Prices for oriented strand board, or OSB, persist at record highs, in part due to a winter storm in Texas that reduced supplies of resin needed to make the bonded wood-chip sheeting, according to Bloomberg.com. From Western Canada to the Southeast U.S., mills are selling 7/16ths OSB sheeting at record levels -- $1,700 to $1,160 per 1,000 square feet, respectively. Order deliveries are taking two to four weeks, Random Lengths data show.

"I used to buy OSB for $12 a sheet," builder Joe Gromofsky told ABC affiliate News5 Cleveland. "Now it's over $48 ... I mean it's terrible. It jumped four times. 400%."

Who can do something about it?

Trade negotiations don’t seem likely to do anything about lumber prices soon, according to a report by Politico.com.

The British Columbia Lumber Trade Council is pressing the U.S. to repay Canadian producers billions of dollars they’ve paid to U.S. customs authorities as part of anti-dumping and countervailing duties imposed on Canadian lumber by the Trump administration in 2017. They also want the tariffs removed.

The U.S. Lumber Coalition, which accuses Canada of unfair trading practices that have destroyed American jobs, says it is “open to a new U.S. – Canada softwood lumber trade agreement if and when Canada can demonstrate that it is serious about negotiations.”
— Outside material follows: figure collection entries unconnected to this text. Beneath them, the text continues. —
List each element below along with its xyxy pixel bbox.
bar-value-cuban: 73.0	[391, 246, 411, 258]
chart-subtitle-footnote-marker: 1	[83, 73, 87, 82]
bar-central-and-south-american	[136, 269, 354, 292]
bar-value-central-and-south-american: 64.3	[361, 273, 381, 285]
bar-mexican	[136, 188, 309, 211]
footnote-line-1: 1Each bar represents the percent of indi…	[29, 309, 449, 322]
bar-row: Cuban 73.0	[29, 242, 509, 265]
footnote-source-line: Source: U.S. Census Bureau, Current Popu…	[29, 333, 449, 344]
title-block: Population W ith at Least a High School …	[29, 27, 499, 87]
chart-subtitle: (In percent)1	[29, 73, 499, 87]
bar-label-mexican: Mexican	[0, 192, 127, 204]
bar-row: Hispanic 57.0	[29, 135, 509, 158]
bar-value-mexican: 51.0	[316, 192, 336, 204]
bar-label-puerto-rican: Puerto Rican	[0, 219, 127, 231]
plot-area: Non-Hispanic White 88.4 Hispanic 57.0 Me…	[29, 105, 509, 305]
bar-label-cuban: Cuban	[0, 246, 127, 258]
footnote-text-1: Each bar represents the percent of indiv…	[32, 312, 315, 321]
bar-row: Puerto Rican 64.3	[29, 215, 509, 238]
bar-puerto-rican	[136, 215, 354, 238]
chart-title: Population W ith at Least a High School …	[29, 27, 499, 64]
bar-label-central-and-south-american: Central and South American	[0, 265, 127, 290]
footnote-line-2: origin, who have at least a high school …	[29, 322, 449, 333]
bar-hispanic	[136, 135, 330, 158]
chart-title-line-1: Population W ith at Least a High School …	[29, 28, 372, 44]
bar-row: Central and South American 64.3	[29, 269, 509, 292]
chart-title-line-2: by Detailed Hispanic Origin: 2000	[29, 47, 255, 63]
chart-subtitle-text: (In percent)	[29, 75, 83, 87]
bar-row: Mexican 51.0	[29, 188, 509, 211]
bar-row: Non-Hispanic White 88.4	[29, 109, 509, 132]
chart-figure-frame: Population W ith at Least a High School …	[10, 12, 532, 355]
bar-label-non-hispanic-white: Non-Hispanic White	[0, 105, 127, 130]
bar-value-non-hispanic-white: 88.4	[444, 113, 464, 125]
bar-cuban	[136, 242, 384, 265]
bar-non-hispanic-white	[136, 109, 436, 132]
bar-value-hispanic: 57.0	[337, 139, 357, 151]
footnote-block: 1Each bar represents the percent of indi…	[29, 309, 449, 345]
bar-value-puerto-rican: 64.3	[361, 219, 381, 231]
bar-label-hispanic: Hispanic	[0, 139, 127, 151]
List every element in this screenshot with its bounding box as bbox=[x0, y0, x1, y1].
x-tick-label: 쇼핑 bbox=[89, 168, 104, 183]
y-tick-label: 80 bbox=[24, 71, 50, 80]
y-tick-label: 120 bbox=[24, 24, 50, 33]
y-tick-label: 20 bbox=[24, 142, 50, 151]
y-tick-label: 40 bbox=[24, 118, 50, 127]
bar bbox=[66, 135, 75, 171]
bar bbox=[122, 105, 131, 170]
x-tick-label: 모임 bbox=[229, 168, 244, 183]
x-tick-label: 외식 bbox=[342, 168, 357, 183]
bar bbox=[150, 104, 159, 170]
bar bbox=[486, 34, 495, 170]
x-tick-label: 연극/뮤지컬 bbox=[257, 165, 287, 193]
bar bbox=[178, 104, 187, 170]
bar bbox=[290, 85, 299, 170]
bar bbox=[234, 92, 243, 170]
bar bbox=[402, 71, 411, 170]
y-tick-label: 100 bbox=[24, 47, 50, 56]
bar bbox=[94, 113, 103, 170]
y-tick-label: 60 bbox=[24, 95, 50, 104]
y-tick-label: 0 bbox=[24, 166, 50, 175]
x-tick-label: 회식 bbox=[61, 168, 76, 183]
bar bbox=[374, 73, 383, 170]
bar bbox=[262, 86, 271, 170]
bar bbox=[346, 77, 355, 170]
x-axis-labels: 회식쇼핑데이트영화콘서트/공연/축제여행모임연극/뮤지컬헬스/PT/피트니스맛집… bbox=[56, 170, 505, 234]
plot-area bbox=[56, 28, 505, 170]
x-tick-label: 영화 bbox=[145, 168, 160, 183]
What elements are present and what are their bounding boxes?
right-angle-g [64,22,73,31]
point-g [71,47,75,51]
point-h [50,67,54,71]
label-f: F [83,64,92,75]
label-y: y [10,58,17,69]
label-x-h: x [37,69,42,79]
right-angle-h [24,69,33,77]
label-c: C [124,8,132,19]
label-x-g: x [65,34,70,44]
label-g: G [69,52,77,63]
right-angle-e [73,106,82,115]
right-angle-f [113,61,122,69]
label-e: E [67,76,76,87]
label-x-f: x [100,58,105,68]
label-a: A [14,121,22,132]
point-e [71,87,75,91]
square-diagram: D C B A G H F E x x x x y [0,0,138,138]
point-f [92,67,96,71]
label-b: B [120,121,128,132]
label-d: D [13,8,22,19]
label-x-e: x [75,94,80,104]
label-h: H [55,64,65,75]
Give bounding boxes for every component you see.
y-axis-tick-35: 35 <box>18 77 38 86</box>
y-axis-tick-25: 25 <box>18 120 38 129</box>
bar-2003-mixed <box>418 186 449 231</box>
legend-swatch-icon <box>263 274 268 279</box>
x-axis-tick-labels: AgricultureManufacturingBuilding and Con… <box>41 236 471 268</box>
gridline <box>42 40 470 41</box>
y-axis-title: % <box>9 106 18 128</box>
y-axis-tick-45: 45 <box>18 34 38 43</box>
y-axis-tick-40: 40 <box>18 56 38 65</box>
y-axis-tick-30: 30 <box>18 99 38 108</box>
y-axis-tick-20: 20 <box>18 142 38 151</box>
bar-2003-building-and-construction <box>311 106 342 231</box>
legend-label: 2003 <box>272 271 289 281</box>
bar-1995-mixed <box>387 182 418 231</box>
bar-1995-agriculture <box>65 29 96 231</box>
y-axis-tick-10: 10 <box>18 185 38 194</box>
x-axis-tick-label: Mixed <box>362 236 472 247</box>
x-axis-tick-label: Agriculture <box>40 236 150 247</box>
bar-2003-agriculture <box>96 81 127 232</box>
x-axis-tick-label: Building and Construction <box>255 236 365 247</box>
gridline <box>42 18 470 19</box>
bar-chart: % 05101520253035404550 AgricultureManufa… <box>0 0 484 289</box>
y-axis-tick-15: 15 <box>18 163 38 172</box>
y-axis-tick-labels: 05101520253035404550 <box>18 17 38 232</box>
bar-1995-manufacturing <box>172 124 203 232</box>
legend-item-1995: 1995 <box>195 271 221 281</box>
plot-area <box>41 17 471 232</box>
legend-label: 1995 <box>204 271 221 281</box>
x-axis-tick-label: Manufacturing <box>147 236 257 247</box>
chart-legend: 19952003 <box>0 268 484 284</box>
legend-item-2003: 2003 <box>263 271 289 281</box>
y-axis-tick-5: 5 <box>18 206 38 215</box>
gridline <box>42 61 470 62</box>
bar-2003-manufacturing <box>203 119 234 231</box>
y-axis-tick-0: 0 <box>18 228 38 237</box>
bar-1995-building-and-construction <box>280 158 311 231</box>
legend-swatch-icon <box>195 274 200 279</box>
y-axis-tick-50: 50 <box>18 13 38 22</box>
The primary bone of contention seems to be the "stumpage fees" Canadian provinces charge lumber companies to cut trees on public lands. The U.S. contends those are set at below-market rates and constitute an unfair government subsidy.
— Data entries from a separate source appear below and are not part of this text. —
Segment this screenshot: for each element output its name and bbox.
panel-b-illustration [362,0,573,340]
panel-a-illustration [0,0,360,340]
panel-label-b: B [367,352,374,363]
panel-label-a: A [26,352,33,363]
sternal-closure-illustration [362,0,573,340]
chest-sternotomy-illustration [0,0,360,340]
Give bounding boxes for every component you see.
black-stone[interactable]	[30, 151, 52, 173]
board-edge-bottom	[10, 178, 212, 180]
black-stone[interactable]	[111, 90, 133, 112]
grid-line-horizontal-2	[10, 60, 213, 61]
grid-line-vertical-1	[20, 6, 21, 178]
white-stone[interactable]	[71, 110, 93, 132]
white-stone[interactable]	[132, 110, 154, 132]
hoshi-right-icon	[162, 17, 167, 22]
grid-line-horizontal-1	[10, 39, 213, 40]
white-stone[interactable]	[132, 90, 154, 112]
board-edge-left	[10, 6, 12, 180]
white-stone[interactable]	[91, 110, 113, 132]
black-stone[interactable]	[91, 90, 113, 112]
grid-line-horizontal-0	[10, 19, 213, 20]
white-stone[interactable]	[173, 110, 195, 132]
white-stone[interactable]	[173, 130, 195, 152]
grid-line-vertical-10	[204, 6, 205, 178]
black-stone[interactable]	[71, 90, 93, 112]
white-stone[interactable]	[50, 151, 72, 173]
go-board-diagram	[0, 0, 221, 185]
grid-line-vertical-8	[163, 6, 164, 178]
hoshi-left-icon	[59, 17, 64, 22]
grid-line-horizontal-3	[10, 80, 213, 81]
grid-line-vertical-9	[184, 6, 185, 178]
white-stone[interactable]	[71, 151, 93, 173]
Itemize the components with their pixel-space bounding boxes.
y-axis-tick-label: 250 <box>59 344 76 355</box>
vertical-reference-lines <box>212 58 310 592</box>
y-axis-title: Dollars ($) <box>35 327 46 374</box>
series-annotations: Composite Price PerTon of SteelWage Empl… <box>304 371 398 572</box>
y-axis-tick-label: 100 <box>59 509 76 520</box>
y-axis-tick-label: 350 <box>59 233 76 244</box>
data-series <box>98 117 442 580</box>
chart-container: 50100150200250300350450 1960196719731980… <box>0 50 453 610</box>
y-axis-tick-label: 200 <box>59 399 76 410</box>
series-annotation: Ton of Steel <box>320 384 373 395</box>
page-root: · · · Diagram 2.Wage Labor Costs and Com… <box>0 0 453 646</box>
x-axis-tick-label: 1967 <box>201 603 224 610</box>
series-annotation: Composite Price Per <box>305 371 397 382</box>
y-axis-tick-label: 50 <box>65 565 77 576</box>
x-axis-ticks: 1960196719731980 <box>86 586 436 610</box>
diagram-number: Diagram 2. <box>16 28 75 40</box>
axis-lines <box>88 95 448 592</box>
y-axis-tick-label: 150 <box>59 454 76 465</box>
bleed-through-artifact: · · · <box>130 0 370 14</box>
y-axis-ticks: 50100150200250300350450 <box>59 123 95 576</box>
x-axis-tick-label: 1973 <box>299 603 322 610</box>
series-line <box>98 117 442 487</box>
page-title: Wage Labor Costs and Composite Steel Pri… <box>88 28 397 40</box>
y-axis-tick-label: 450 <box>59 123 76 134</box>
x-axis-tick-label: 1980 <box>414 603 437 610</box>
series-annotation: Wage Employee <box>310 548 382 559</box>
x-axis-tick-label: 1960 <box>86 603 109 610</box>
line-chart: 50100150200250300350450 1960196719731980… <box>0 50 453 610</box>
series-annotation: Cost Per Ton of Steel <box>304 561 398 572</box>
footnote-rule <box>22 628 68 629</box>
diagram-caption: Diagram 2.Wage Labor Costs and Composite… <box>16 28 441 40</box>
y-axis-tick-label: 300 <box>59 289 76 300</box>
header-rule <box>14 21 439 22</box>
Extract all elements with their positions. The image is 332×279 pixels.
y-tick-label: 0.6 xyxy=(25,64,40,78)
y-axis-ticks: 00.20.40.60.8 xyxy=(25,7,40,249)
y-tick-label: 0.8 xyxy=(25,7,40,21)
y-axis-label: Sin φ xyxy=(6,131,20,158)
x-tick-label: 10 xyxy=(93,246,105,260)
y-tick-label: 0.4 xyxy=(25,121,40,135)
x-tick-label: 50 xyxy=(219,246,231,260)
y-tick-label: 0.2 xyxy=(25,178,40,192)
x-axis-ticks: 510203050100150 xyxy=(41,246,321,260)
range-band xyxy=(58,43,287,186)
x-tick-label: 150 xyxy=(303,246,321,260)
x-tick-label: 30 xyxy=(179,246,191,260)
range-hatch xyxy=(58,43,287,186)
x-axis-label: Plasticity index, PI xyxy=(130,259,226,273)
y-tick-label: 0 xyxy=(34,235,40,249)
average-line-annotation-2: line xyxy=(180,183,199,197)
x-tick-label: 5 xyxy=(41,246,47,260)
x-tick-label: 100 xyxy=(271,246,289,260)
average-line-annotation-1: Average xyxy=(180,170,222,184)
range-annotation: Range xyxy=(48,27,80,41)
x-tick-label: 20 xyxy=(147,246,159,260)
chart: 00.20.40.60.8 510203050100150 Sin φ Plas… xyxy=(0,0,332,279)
The U.S. Commerce Department legally determined that Canada is subsidizing its lumber exports and selling them at unfairly low prices. And the U.S. International Trade Commission also found the domestic industry was harmed by Canadian trade practices.

A good sign, nevertheless

Lumber prices’ past month is being held up as a lesson in how supply and demand should react to release from pandemic lockdown, counteracting warnings about runaway inflation.

The New York Times offers an interesting take on what’s happened since May, when the Consumer Price Index rose 5% compared with a year earlier — the fastest pace in 13 years – pointing out that runaway inflation like that seen in the late 1960s and 1970s is psychological as much as an economic. People convinced that prices are on a never-ending escalator rush to buy now, at any price, and price-increase forecasts become a self-fulfilling prophecy.
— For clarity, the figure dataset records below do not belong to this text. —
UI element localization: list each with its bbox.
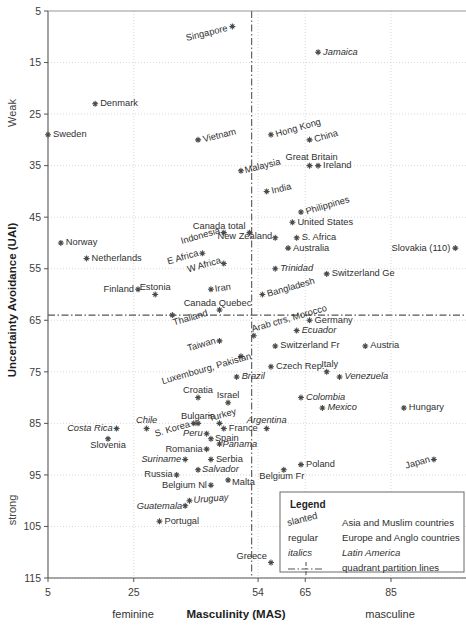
data-point[interactable]: Finland (104, 284, 142, 294)
data-point[interactable]: Croatia (183, 385, 214, 401)
data-point[interactable]: Panama (217, 439, 258, 449)
data-point-marker (431, 456, 437, 462)
data-point[interactable]: India (264, 181, 293, 196)
data-point[interactable]: Switzerland Fr (272, 340, 339, 350)
x-axis-masculine-label: masculine (365, 608, 415, 620)
legend-key-italics: italics (288, 547, 312, 558)
data-point[interactable]: Serbia (208, 454, 244, 464)
y-tick-label: 55 (29, 262, 41, 274)
data-point-marker (452, 245, 458, 251)
data-point[interactable]: Malaysia (238, 156, 282, 175)
data-point[interactable]: Norway (58, 237, 98, 247)
data-point[interactable]: Ecuador (294, 325, 338, 335)
legend-group[interactable]: LegendslantedAsia and Muslim countriesre… (280, 492, 464, 576)
data-point-marker (221, 261, 227, 267)
data-point-marker (268, 560, 274, 566)
data-point-label: Uruguay (193, 492, 230, 505)
data-point-marker (294, 235, 300, 241)
data-point[interactable]: Estonia (140, 282, 172, 298)
data-point[interactable]: Greece (236, 551, 274, 566)
data-point[interactable]: Costa Rica (67, 423, 119, 433)
data-point-marker (174, 472, 180, 478)
data-point[interactable]: Guatemala (137, 501, 188, 511)
data-point[interactable]: Singapore (185, 23, 235, 43)
data-point[interactable]: Thailand (169, 308, 209, 327)
data-point[interactable]: Slovenia (90, 436, 126, 450)
data-point-label: Austria (370, 340, 400, 350)
data-point[interactable]: Luxembourg, Pakistan (160, 351, 252, 386)
data-point-marker (195, 137, 201, 143)
data-point[interactable]: Belgium Fr (259, 467, 304, 481)
data-point[interactable]: Japan (404, 454, 437, 471)
data-point[interactable]: Taiwan (186, 336, 222, 354)
data-point-marker (324, 271, 330, 277)
data-point[interactable]: Romania (165, 444, 209, 454)
data-point[interactable]: Belgium Nl (162, 480, 214, 490)
data-point[interactable]: Austria (362, 340, 400, 350)
data-point-marker (264, 426, 270, 432)
data-point-label: Philippines (304, 194, 350, 216)
data-point-marker (208, 482, 214, 488)
x-tick-label: 65 (299, 586, 311, 598)
data-point[interactable]: Poland (298, 459, 335, 469)
data-point-label: Canada Quebec (184, 298, 252, 308)
legend-title: Legend (290, 499, 326, 510)
data-point[interactable]: Russia (144, 469, 179, 479)
data-point[interactable]: S. Africa (294, 232, 337, 242)
data-point[interactable]: Salvador (195, 464, 240, 474)
data-point-marker (225, 400, 231, 406)
data-point[interactable]: Uruguay (186, 492, 230, 505)
data-point-marker (307, 163, 313, 169)
data-point-label: Thailand (172, 308, 209, 327)
data-point[interactable]: United States (289, 217, 353, 227)
data-point[interactable]: Switzerland Ge (324, 268, 395, 278)
y-tick-label: 75 (29, 366, 41, 378)
data-point-label: Russia (144, 469, 173, 479)
data-point[interactable]: Hungary (401, 402, 444, 412)
scatter-chart: 5152535455565758595105115525546585 Singa… (0, 0, 466, 632)
data-point[interactable]: Suriname (141, 454, 188, 464)
data-point[interactable]: Philippines (298, 194, 351, 216)
data-point-label: Guatemala (137, 501, 182, 511)
data-point[interactable]: Iran (208, 282, 231, 294)
data-point[interactable]: Trinidad (272, 263, 314, 273)
data-point-label: Mexico (327, 402, 356, 412)
data-point-marker (225, 477, 231, 483)
data-point[interactable]: Peru (183, 428, 210, 438)
x-tick-label: 25 (128, 586, 140, 598)
data-point[interactable]: New Zealand (217, 231, 278, 241)
data-point[interactable]: Denmark (92, 98, 138, 108)
y-tick-label: 35 (29, 159, 41, 171)
data-point-label: China (313, 128, 340, 145)
data-point[interactable]: Vietnam (195, 126, 237, 144)
legend-desc-regular: Europe and Anglo countries (342, 532, 460, 543)
data-point[interactable]: Bangladesh (259, 276, 315, 299)
legend-desc-line: quadrant partition lines (342, 562, 439, 573)
data-point[interactable]: Mexico (319, 402, 356, 412)
data-point-label: Denmark (100, 98, 138, 108)
data-point[interactable]: Netherlands (84, 253, 142, 263)
data-point[interactable]: Jamaica (315, 47, 358, 57)
data-point-marker (152, 292, 158, 298)
data-point[interactable]: Italy (321, 359, 338, 375)
data-point[interactable]: Venezuela (337, 371, 389, 381)
data-point[interactable]: Sweden (45, 129, 87, 139)
data-point[interactable]: Brazil (234, 371, 266, 381)
x-tick-label: 5 (45, 586, 51, 598)
data-point-label: Singapore (185, 23, 229, 43)
data-point[interactable]: Israel (217, 390, 240, 406)
data-point[interactable]: Czech Rep. (268, 361, 325, 371)
data-point-marker (319, 405, 325, 411)
data-point[interactable]: Australia (285, 243, 330, 253)
data-point[interactable]: Slovakia (110) (392, 243, 459, 253)
data-point[interactable]: France (221, 423, 258, 433)
data-point[interactable]: China (307, 128, 340, 145)
data-point-marker (182, 456, 188, 462)
data-point-label: Bangladesh (266, 276, 316, 299)
data-point[interactable]: Portugal (156, 516, 199, 526)
data-point[interactable]: Malta (225, 477, 256, 487)
data-point-marker (298, 395, 304, 401)
data-point-label: Switzerland Fr (280, 340, 339, 350)
x-axis-feminine-label: feminine (112, 608, 154, 620)
data-point[interactable]: Colombia (298, 392, 345, 402)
The lumber market’s behavior in June is seen as a sign of consumer sanity.

“We don’t have that kind of buying frenzy that creates sustained inflation,” Kristina Hooper, chief global market strategist at the investment management firm Invesco, told the Times. “To me, this is very, very different than the 1970s.”

Officials at the Federal Reserve agree. They’ve long argued that any price rise would be temporary.

“Our expectation is that these high inflation readings that we’re seeing now will start to abate,” Fed chair, Jerome H. Powell, said at a news conference after the central bank’s most recent decision to leave interest rates unchanged. “That’s what we think. And it’ll be like the lumber experience.”